5. Learned trial Court framed necessary issues on the point of cruelty, desertion and second marriage of the appellant. The trial Court after recording evidence, recorded findings against appellant and in favour of the plaintiff-respondent on all the aforesaid three Issues and on that basis passed a decree of dissolution of marriage by divorce. Aggrieved by this decision, the appellant preferred an appeal in the High Court which too has been decided against him by learned single Judge and which order is impugned in the appeal.
Learned single Judge while upholding the judgment and decree of the trial Court has recorded concurrent findings on all the three issues.
6. We have heard learned counsel on the two sides and also perused the records.
7. We, at the outset, would like to discuss the legal position as regards scope of interference By this Court under Letters Patent Appeal in the facts and circumstances of the case in hand. As noticed above, the two Courts have recorded concurrent findings on the material issues gn the point of cruelty, desertion and contracting a second marriage. A Division Bench of this Court has held in the case of Shyamlal Mishra v. Padmavati, 1964 MPLJ (Note) 114 that in a Letters Patent Appeal under Clause 10, a concurrent finding of fact cannot be disturbed. Another Division Bench of this Court has taken similar view in the case of Kalicharan Shukla v. State of M.P., 1977 MPWN (Note) 562. In another case Babu Ram Ashok Kumar v. Antarim Zila Parishad, AIR 964 All 534, a Full Bench of Allahabad High Court has observed that "A Court of appeal would not interfere with the exercise of discretion by the Court below, if the discretion has been exercised in good faith, after giving due weight to relevant matters and without being swayed by Irrelevant matters. If two views are possible on the question, then also the Court of appeal would not interfere, even though it may exercise discretion differently, were the case to come initially before it. The exercise of discretion should manifestly be wrong.

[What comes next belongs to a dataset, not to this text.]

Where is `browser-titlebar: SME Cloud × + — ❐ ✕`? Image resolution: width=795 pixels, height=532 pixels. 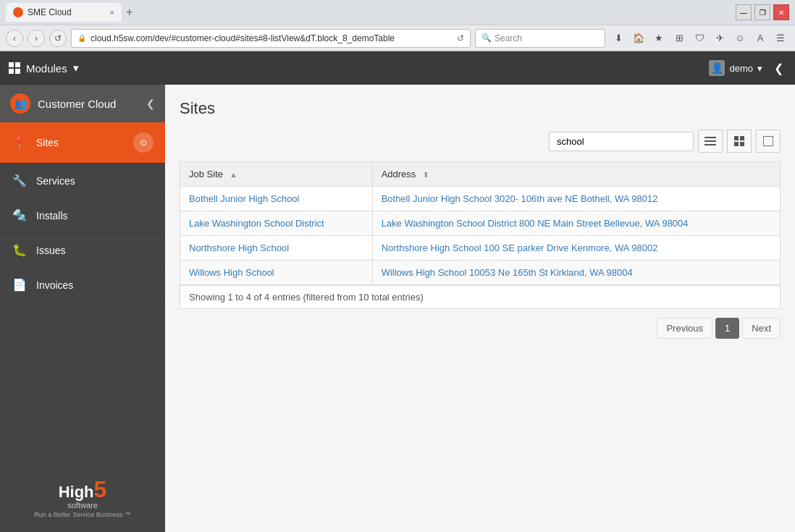
browser-titlebar: SME Cloud × + — ❐ ✕ is located at coordinates (398, 12).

8. In the light of ratio of the aforesaid decisions, we do not feel satisfied that sufficient cause has been made out calling upon interference in the impugned judgment. From evidence on record, we concur with the findings of the learned single Judge that plaintiff-respondent has succeeded in establishing the allegations of cruelty, desertion as well as of contracting second marriage. She has produced ample convincing evidence both documentary and oral to prove that the appellant was keeping one Seema Sharma as his wife since about April, 1990 and from her he has three issues who are studying in different schools. Statement of appellant-defendant during trial that his marital relationship with the respondent continued till two years prior to the institution of suit being most unnatural is unbelievable. It is merely an afterthought device to escape from the offence of misconduct of continuous desertion for more than two years, so also, this gesture showing willingness to keep respondent with him is merely a pretext. When he has contracted a second marriage and is living with his second wife and children for last so many years, the respondent, wife has a just and reasonable cause to live separate from him. Contracting a second marriage in itself is an act of causing mental torture and tantamounts to cruelty for the purpose of Section 13 of the Hindu Marriage Act. In this view of the matter, we are not inclined to take a different view from the one taken by the two Courts.
9. In the result, the appeal being devoid of any merit is dismissed with costs.